Blood substitutes
Article Outline
Robert Winslow's new book, Blood Substitutes, is useful in many ways. It brings together well-written summaries of the work of many of the most important investigators of the last 2 decades in this broad group of interrelated fields. Moreover, it also has some excellent chapters of scientific and medical background that provide context for the work. It also gives a historical snapshot of the thinking and attitudes of workers in the field.
As an introduction to the field, this book is outstanding. It gives a clear sense of the breadth of work on artificial oxygen carriers. This runs from perfluorocarbon and hemoglobin chemistry to clinical and battlefield resuscitation and on to the special roles of alternative oxygen carriers for radiosensitization and ischemic tissue perfusion. With more than 2000 papers in the blood substitutes literature, many are spread across uncommon and older journals and no other recent in-depth reviews, there really is no other place to start.
Perhaps, the hardest aspect for a beginner or even a long-time worker is the problem of all of the various points of view from which blood substitutes are regarded. Thus, chemists, process engineers, pharmacologists, toxicologists, physiologists, numerous specialties of physicians, capitalists, businesspersons, and government regulators each have special knowledge and points of view. The fine chapters on the limits of transfusion medicine by Harvey Klein, the regulatory environment by Toby Silverman and her colleagues from the US Food and Drug Administration, and oxygen transport by Robert Winslow are all simultaneously clear and comprehensive. More focused chapters by Kim Vandegriff on oxygen diffusion and Abdu Alayash on hemoglobin redox reactions are useful expositions of difficult concepts. In addition, the overviews on perflurorocarbon emulsions by Jean Reiss and Marie Pierre Craft and hemoglobin by Andrea Bellelli and Maurizio Brunori are almost perfect small reviews for understanding the background on the respective classes of products. The better chapters in this book represent some of the finest writing in the entire field. The general medical literature on this subject is nowhere near so clear or trustworthy.
Even as this book goes out of date, it will remain a remarkably useful historical source. It documents most of the major efforts in blood substitutes development up to 2005. It records the thoughts of many of a generation of senior technical leaders in this field near the end of their careers. It offers an extensive set of bibliographies.
The book is not as complete as it might appear at first glance. Specifically missing are reviews of the interactions of hemoglobin-based blood substitutes with bacteria and bacterial endotoxins and of hemoglobin-induced endothelial activation and thrombosis. The interactions of bacteria and hemoglobin, which caused increased lethality in animal models, are important because almost all wounded soldiers and many injured civilians are expected to have contaminated wounds, and resuscitation with hemoglobin may increase their morbidity. Hemoglobins have caused inflammatory changes in blood vessels and strokes and lung infarctions in animal models. Thrombotic episodes in clinical trials are therefore worrisome and deserve a fuller discussion. In addition, missing is any description of the Northfield Laboratories pyridoxylated, glutaraldehyde-polymerized human hemoglobin, the only product presently in a phase III trial.
More worrying, the book and specifically the editor let pass some of the more egregious unsubstantiated claims in the field. Two chapters on perfluorocarbon emulsion products claim that lack of money alone has prevented these synthetic oxygen carriers from coming to market, whereas dose-limiting toxicity and limited oxygen carrying capacity meant that under almost ideal conditions, they delivered less oxygen than half a unit of red cells. A chapter on trauma and combat casualty care claims that hemoglobin solutions have an important role in battlefield resuscitation. However, in any useful dose, the colligative activity of even the polymerized hemoglobins will potentiate coagulopathy, now recognized as the most important cause of preventable hospital deaths in trauma centers and combat support hospitals. In addition, in a chapter on the editor's own company's product, a polyethylene glycol conjugated hemoglobin, he downplays the very high osmotic activity of the material, which means that at any total hemoglobin concentration compatible with life, adding the material reduces the total oxygen carrying capacity.
The end result is that the book suggests a future for blood substitutes that is far rosier than rational analysis allows. But rational analysis has not been the sole driving force in this 2 billion dollar field. The book lacks chapters on folly, ethical lapses, and criminal behavior. These would have rounded out the story. Nonetheless, for information about the basic scientific background, there is no better place to go.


▶ _INSTRUCTIONS FOR THE TASK_
Show each line in the listing below that contains the word "circuit".

[Start of section]

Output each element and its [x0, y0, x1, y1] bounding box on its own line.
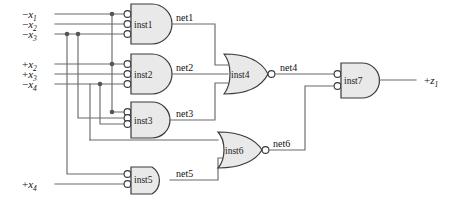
- net-label-net5: net5: [176, 168, 193, 179]
- junction-dot: [110, 12, 115, 17]
- gate-inst3[interactable]: inst3: [124, 102, 170, 138]
- junction-dot: [65, 32, 70, 37]
- gate-inst6[interactable]: inst6: [218, 132, 269, 168]
- input-bubble-icon: [124, 31, 131, 38]
- gate-inst7[interactable]: inst7: [334, 63, 379, 98]
- input-bubble-icon: [124, 11, 131, 18]
- input-bubble-icon: [124, 21, 131, 28]
- output-bubble-icon: [262, 147, 269, 154]
- input-bubble-icon: [124, 181, 131, 188]
- junction-dot: [98, 82, 103, 87]
- net-label-net3: net3: [176, 108, 193, 119]
- input-bubble-icon: [124, 61, 131, 68]
- input-bubble-icon: [124, 121, 131, 128]
- wire-x3n-to-inst3: [78, 34, 124, 118]
- net-label-net2: net2: [176, 62, 193, 73]
- gate-label-inst2: inst2: [134, 70, 153, 80]
- gate-inst5[interactable]: inst5: [124, 167, 159, 194]
- input-bubble-icon: [124, 171, 131, 178]
- gate-label-inst3: inst3: [134, 116, 153, 126]
- wire-x2p-to-inst3: [112, 64, 124, 112]
- net-label-net4: net4: [280, 62, 297, 73]
- input-label-x4p: +x4: [22, 178, 37, 193]
- input-labels: −x1 −x2 −x3 +x2 +x3 −x4 +x4: [22, 8, 37, 193]
- net-label-net1: net1: [176, 12, 193, 23]
- circuit-svg: inst1 inst2 inst3 inst5 inst4: [0, 0, 460, 206]
- gate-label-inst5: inst5: [134, 175, 153, 185]
- junction-dot: [110, 110, 115, 115]
- gate-label-inst6: inst6: [225, 146, 244, 156]
- output-label-z1: +z1: [424, 74, 438, 89]
- gate-label-inst4: inst4: [231, 70, 250, 80]
- input-bubble-icon: [124, 81, 131, 88]
- input-bubble-icon: [124, 71, 131, 78]
- output-labels: +z1: [424, 74, 438, 89]
- junction-dot: [110, 62, 115, 67]
- gate-inst2[interactable]: inst2: [124, 54, 172, 94]
- wire-net1: [172, 24, 228, 65]
- wire-x3n-to-inst5: [67, 34, 124, 174]
- gate-inst1[interactable]: inst1: [124, 4, 172, 44]
- distribution-wires: [67, 14, 124, 174]
- net-label-net6: net6: [273, 138, 290, 149]
- input-bubble-icon: [334, 83, 341, 90]
- gate-label-inst1: inst1: [134, 20, 153, 30]
- gate-inst4[interactable]: inst4: [224, 54, 275, 94]
- input-bubble-icon: [334, 71, 341, 78]
- output-bubble-icon: [268, 71, 275, 78]
- junction-dot: [76, 32, 81, 37]
- gate-label-inst7: inst7: [344, 76, 363, 86]
- circuit-diagram-canvas: inst1 inst2 inst3 inst5 inst4: [0, 0, 460, 206]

[End of section]

▶ _EXERCISE RESULT_
- circuit-svg: inst1 inst2 inst3 inst5 inst4: [0, 0, 460, 206]
- circuit-diagram-canvas: inst1 inst2 inst3 inst5 inst4: [0, 0, 460, 206]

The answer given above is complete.